Dear Bureau Pat,
I was just hired into the federal government and I looked at my SF 50, Notification of Personnel Action, and it states that I'm Career Conditional. What does that mean?
Dear Newbie,
Welcome to federal service! I think you will find this experience challenging and rewarding...or at least challenging.
Understanding your tenure status is critical as most feds just glance over their SF 50 and walk blindly into their federal career only to run into pay, benefits and retention problems down the road.
To shed some needed light, the SF-50 is a permanent record in your Official Personnel Folder (OPF). It is the required form of notification for accessions, conversions, and separations, and for corrections and cancellations of those actions. The form is also used to document and report all personnel actions except mass transfer and mass change actions, which may be reported by a listing of the employees impacted. Got that? Good. The area on the form related to your question is block 24.
Block 24 identifies the nature of your appointment. This information is used to determine your rights during a reduction in force (RIF - how could it have a government name without an acronym to recall) and retention during your first year, if you are on probationary period. Employees in the Senior Executive Service (SES) and employees appointed by the President subject to Senate confirmation are coded "0," (no pun intended), as are employees who are not in one of the coded tenure groups described below.
Tenure Group 1
- Competitive Service. Career employees who are not serving a probationary period.
- Excepted Service. Permanent employees whose appointments carry no restriction or condition such as conditional, indefinite or specific time limitation, or trial period.
Tenure Group 2
- Competitive Service. All career conditional employees, and all career employees who are serving a probationary period.
- Excepted Service. Employees serving a trial period, or whose tenure is equivalent to career conditional employment in the competitive service, and employees serving under Veterans Readjustment Appointment.
Tenure Group 3
- Competitive Service. All employees serving under indefinite, TAPER (temporary appointments pending establishment of registers) or term appointments, employees serving under any other non-status non-temporary appointments.
- Excepted Service. Employees whose tenure is indefinite, i.e., without specific time limitation but not actually or potentially permanent, or with a specific time limitation of more than one year. Also included are temporary employees who, though currently serving under appointments limited to one year or less, complete one year of current continuous employment.
Permanent employees are generally hired into the federal government under a career-conditional appointment (tenure group 2). Much in the way a criminal must serve a multi-year sentence to be considered a hardened criminal, a career-conditional employee must complete three years of substantially continuous service before becoming a full career employee.
The three-year period must begin and end with non-temporary employment in the competitive service. Generally, substantially continuous creditable service must not include any break in service of more than 30 calendar days. If an employee does not complete the three-year period, a single break in service of more than 30 calendar days will require the employee to serve a new three-year period. (Periods of time in a nonpay status are not breaks in service and do not require the employee to begin a new three-year period. However, they may extend the service time needed for career tenure.)

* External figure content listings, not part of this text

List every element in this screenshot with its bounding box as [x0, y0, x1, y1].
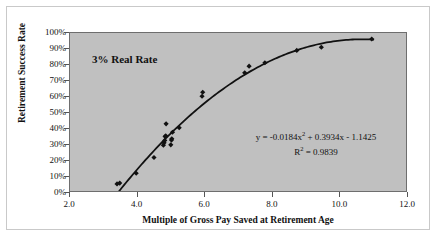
x-axis-tick-label: 12.0	[399, 199, 415, 210]
x-axis-tick-mark	[407, 192, 408, 197]
x-axis-tick-mark	[272, 192, 273, 197]
x-axis-tick-label: 10.0	[332, 199, 348, 210]
data-point-marker	[247, 64, 252, 69]
x-axis-tick-marks	[69, 192, 407, 198]
data-point-marker	[164, 121, 169, 126]
x-axis-tick-mark	[339, 192, 340, 197]
chart-container: Retirement Success Rate 0%10%20%30%40%50…	[0, 0, 443, 248]
x-axis-title: Multiple of Gross Pay Saved at Retiremen…	[69, 215, 407, 225]
data-point-marker	[200, 90, 205, 95]
data-point-marker	[294, 48, 299, 53]
y-axis-title: Retirement Success Rate	[17, 0, 27, 148]
x-axis-tick-mark	[69, 192, 70, 197]
data-point-marker	[199, 94, 204, 99]
data-point-marker	[151, 155, 156, 160]
x-axis-tick-label: 6.0	[199, 199, 210, 210]
x-axis-tick-label: 4.0	[131, 199, 142, 210]
x-axis-tick-labels: 2.04.06.08.010.012.0	[69, 199, 407, 213]
x-axis-tick-label: 2.0	[63, 199, 74, 210]
data-point-marker	[369, 36, 374, 41]
regression-equation-line: y = -0.0184x2 + 0.3934x - 1.1425	[230, 130, 402, 145]
data-point-marker	[319, 45, 324, 50]
plot-area: 3% Real Rate y = -0.0184x2 + 0.3934x - 1…	[69, 32, 407, 192]
equation-prefix: y = -0.0184x	[256, 132, 302, 142]
data-point-marker	[168, 142, 173, 147]
x-axis-tick-mark	[137, 192, 138, 197]
r-squared-line: R2 = 0.9839	[230, 145, 402, 160]
equation-suffix: + 0.3934x - 1.1425	[305, 132, 376, 142]
x-axis-tick-mark	[204, 192, 205, 197]
y-axis-tick-labels: 0%10%20%30%40%50%60%70%80%90%100%	[30, 32, 66, 192]
series-annotation-label: 3% Real Rate	[92, 53, 157, 65]
regression-equation-block: y = -0.0184x2 + 0.3934x - 1.1425 R2 = 0.…	[230, 130, 402, 160]
r-squared-value: = 0.9839	[303, 147, 337, 157]
x-axis-tick-label: 8.0	[266, 199, 277, 210]
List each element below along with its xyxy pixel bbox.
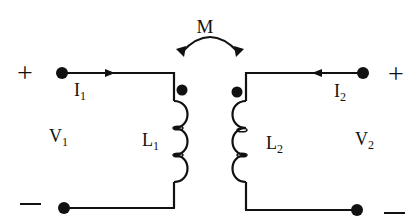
terminal-secondary-bottom xyxy=(351,204,363,216)
mutual-inductance-label: M xyxy=(197,16,214,37)
voltage-v2-label: V2 xyxy=(355,129,374,152)
mutual-arc-arrow-left-icon xyxy=(176,46,186,57)
current-i1-label: I1 xyxy=(74,80,86,103)
primary-plus-sign: + xyxy=(17,57,33,88)
coupled-inductor-diagram: M + I1 V1 L1 xyxy=(0,0,420,222)
inductor-l1-coil xyxy=(174,101,188,182)
terminal-primary-bottom xyxy=(58,202,70,214)
polarity-dot-secondary xyxy=(232,87,243,98)
inductor-l2-label: L2 xyxy=(266,133,283,156)
polarity-dot-primary xyxy=(177,85,188,96)
current-i2-label: I2 xyxy=(334,81,346,104)
inductor-l2-coil xyxy=(233,101,247,182)
mutual-arc-arrow-right-icon xyxy=(234,46,244,57)
secondary-circuit: + I2 V2 L2 xyxy=(232,58,406,216)
secondary-plus-sign: + xyxy=(388,58,404,89)
mutual-coupling-arc xyxy=(182,37,238,52)
primary-circuit: + I1 V1 L1 xyxy=(17,57,187,214)
inductor-l1-label: L1 xyxy=(142,130,159,153)
voltage-v1-label: V1 xyxy=(49,126,68,149)
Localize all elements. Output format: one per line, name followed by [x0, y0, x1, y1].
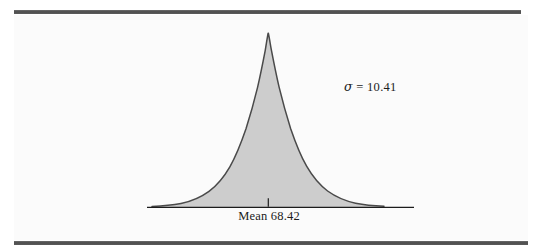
- mean-axis-label: Mean 68.42: [199, 209, 339, 224]
- top-horizontal-rule: [14, 10, 521, 14]
- normal-distribution-figure: σ = 10.41 Mean 68.42: [0, 0, 534, 249]
- sigma-value: 10.41: [367, 80, 397, 94]
- sigma-symbol: σ: [344, 79, 353, 94]
- sigma-equals: =: [353, 80, 367, 94]
- sigma-annotation: σ = 10.41: [344, 79, 397, 95]
- bottom-horizontal-rule: [14, 241, 528, 245]
- figure-panel: [14, 15, 528, 240]
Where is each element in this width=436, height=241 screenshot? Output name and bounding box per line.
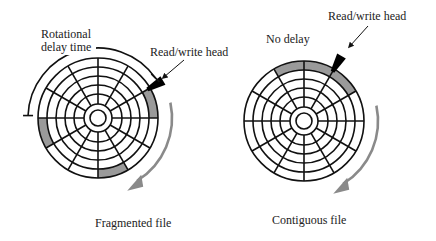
head-pointer-arrow: [164, 60, 184, 77]
left-head-label: Read/write head: [150, 45, 228, 59]
rotation-arrowhead-icon: [333, 178, 349, 194]
fragmented-caption: Fragmented file: [95, 216, 171, 230]
read-write-head-icon: [331, 54, 346, 73]
right-head-label: Read/write head: [328, 9, 406, 23]
rotation-arrowhead-icon: [127, 175, 143, 191]
head-pointer-arrow: [350, 26, 368, 46]
rotational-label-line1: Rotational: [41, 27, 92, 41]
disk-fragmentation-diagram: Rotational delay time Read/write head Fr…: [0, 0, 436, 241]
contiguous-disk: [244, 54, 364, 181]
no-delay-label: No delay: [266, 32, 310, 46]
rotational-label-line2: delay time: [41, 40, 91, 54]
contiguous-caption: Contiguous file: [272, 213, 346, 227]
fragmented-disk: [38, 58, 165, 178]
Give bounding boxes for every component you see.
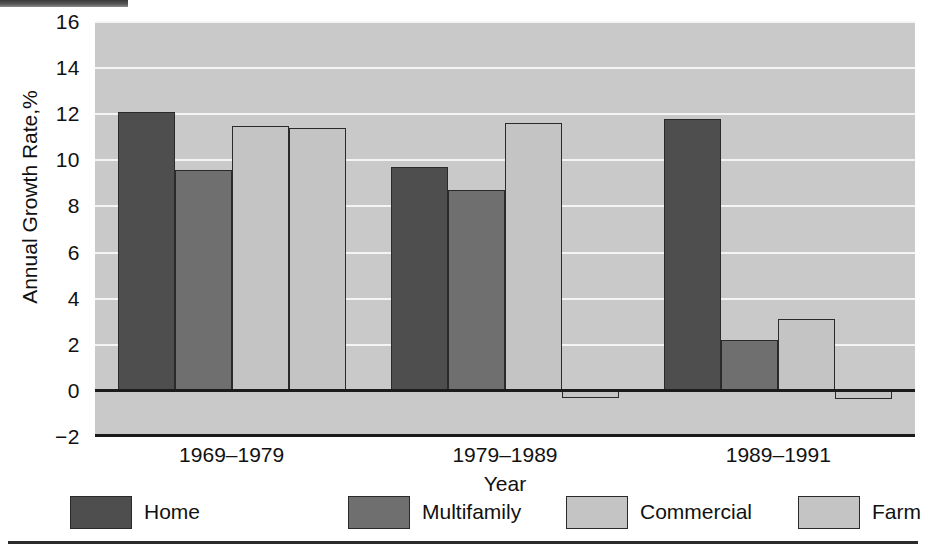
y-axis-tick-label: 6 (68, 241, 80, 265)
x-axis-tick-label: 1979–1989 (452, 443, 557, 467)
bar-commercial-1979–1989 (505, 123, 562, 390)
legend-item-farm[interactable]: Farm (798, 495, 921, 529)
bar-home-1979–1989 (391, 167, 448, 391)
x-axis-tick-label: 1969–1979 (179, 443, 284, 467)
x-axis-tick-labels: 1969–19791979–19891989–1991 (95, 443, 915, 469)
bar-multifamily-1979–1989 (448, 190, 505, 391)
bottom-axis-line (95, 434, 915, 437)
bar-series-container (95, 22, 915, 437)
y-axis-tick-label: 4 (68, 287, 80, 311)
legend-item-home[interactable]: Home (70, 495, 200, 529)
legend-swatch-commercial (566, 496, 628, 529)
bottom-rule (8, 541, 918, 544)
bar-farm-1969–1979 (289, 128, 346, 391)
bar-multifamily-1989–1991 (721, 340, 778, 391)
zero-axis-line (95, 389, 915, 392)
bar-commercial-1989–1991 (778, 319, 835, 390)
bar-home-1989–1991 (664, 119, 721, 391)
legend-label: Home (144, 500, 200, 524)
bar-chart-figure: Annual Growth Rate,% −20246810121416 196… (0, 0, 925, 550)
x-axis-title: Year (95, 472, 915, 496)
y-axis-tick-label: 14 (56, 56, 80, 80)
scan-artifact (0, 0, 128, 7)
legend-label: Multifamily (422, 500, 521, 524)
y-axis-tick-label: 12 (56, 102, 80, 126)
legend-swatch-home (70, 496, 132, 529)
y-axis-tick-label: 0 (68, 379, 80, 403)
bar-commercial-1969–1979 (232, 126, 289, 391)
x-axis-tick-label: 1989–1991 (726, 443, 831, 467)
y-axis-tick-label: 16 (56, 10, 80, 34)
legend-item-multifamily[interactable]: Multifamily (348, 495, 521, 529)
y-axis-tick-label: 8 (68, 194, 80, 218)
bar-multifamily-1969–1979 (175, 170, 232, 391)
legend-swatch-multifamily (348, 496, 410, 529)
y-axis-tick-labels: −20246810121416 (0, 22, 88, 437)
chart-legend: HomeMultifamilyCommercialFarm (70, 495, 925, 533)
legend-swatch-farm (798, 496, 860, 529)
legend-item-commercial[interactable]: Commercial (566, 495, 752, 529)
legend-label: Farm (872, 500, 921, 524)
y-axis-tick-label: 10 (56, 148, 80, 172)
y-axis-tick-label: 2 (68, 333, 80, 357)
bar-home-1969–1979 (118, 112, 175, 391)
y-axis-tick-label: −2 (55, 425, 80, 449)
legend-label: Commercial (640, 500, 752, 524)
plot-area (95, 22, 915, 437)
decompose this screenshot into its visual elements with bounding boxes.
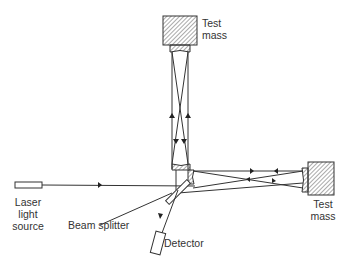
- diagram-canvas: [0, 0, 351, 267]
- beam-splitter-label: Beam splitter: [68, 219, 129, 231]
- laser-label: Laser light source: [8, 196, 48, 232]
- laser-source: [15, 182, 42, 188]
- label-line: light: [8, 208, 48, 220]
- label-line: source: [8, 220, 48, 232]
- right-test-mass: [308, 162, 334, 195]
- label-line: mass: [202, 29, 227, 41]
- detector-label: Detector: [164, 237, 204, 249]
- label-line: Test: [308, 198, 338, 210]
- top-far-mirror: [170, 45, 190, 52]
- label-line: Laser: [8, 196, 48, 208]
- interferometer-diagram: Test mass Test mass Laser light source B…: [0, 0, 351, 267]
- vertical-near-mirror: [172, 164, 190, 170]
- label-line: mass: [308, 210, 338, 222]
- right-test-mass-label: Test mass: [308, 198, 338, 222]
- top-test-mass-label: Test mass: [202, 17, 227, 41]
- label-line: Test: [202, 17, 227, 29]
- top-test-mass: [163, 16, 197, 45]
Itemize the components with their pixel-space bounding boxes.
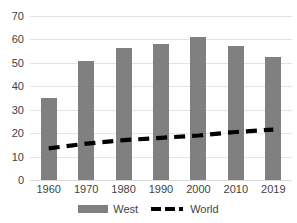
y-axis-tick-label: 50: [0, 58, 24, 68]
world-line-path: [49, 130, 274, 149]
chart-container: West World 01020304050607019601970198019…: [0, 0, 297, 223]
x-axis-tick-label: 1990: [141, 183, 181, 195]
x-axis-tick-label: 1960: [29, 183, 69, 195]
legend-item-world: World: [151, 203, 219, 215]
legend-label-west: West: [113, 203, 138, 215]
gridline: [30, 180, 292, 181]
y-axis-tick-label: 60: [0, 34, 24, 44]
y-axis-tick-label: 70: [0, 11, 24, 21]
chart-legend: West World: [0, 203, 297, 215]
legend-item-west: West: [78, 203, 138, 215]
y-axis-tick-label: 0: [0, 175, 24, 185]
plot-area: [30, 16, 292, 180]
x-axis-tick-label: 1970: [66, 183, 106, 195]
x-axis-tick-label: 2010: [216, 183, 256, 195]
y-axis-tick-label: 20: [0, 128, 24, 138]
bar-swatch-icon: [78, 205, 108, 213]
dashed-line-swatch-icon: [151, 204, 185, 214]
x-axis-tick-label: 2000: [178, 183, 218, 195]
x-axis-tick-label: 1980: [104, 183, 144, 195]
legend-label-world: World: [190, 203, 219, 215]
y-axis-tick-label: 30: [0, 105, 24, 115]
y-axis-tick-label: 10: [0, 152, 24, 162]
x-axis-tick-label: 2019: [253, 183, 293, 195]
world-line-series: [30, 16, 292, 180]
y-axis-tick-label: 40: [0, 81, 24, 91]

Career-conditional employees automatically become career employees upon completion of this service requirement. Why does this matter? Because employees with career tenure have a higher retention standing during layoffs. That means that in the event people stage a nation-wide Boston Tea Party or the government can't borrow more money from China and Japan to pay for your service, those who are not career employees and are instead career conditional will be laid off first.
Care should be taken to distinguish the one-year probationary period from the three-year career-conditional period. The probationary period is used to determine the employee's abilities and skills required for permanent government service.
In contrast, the three-year career-conditional period is established only to measure the employee's interest in, and the Government's ability to provide, a career in the federal service. More accurately, it is simply a right of passage that affords greater advantages and protections.
A word of caution on the Probationary Period
The first year of service
of an employee who is given a career-conditional appointment is
considered a probationary period. The probationary period is really the
final and most important step in the selection process. It affords the
supervisor an opportunity to evaluate the employee's performance and
conduct on the job, and to remove the person without due process,
if necessary. A person who is transferred, promoted, demoted, or
reassigned before completing probation is required to complete the
probationary period in the new position. Prior federal civilian service
counts toward completion of probation if it is in the same agency, same
line of work, and without a break in service.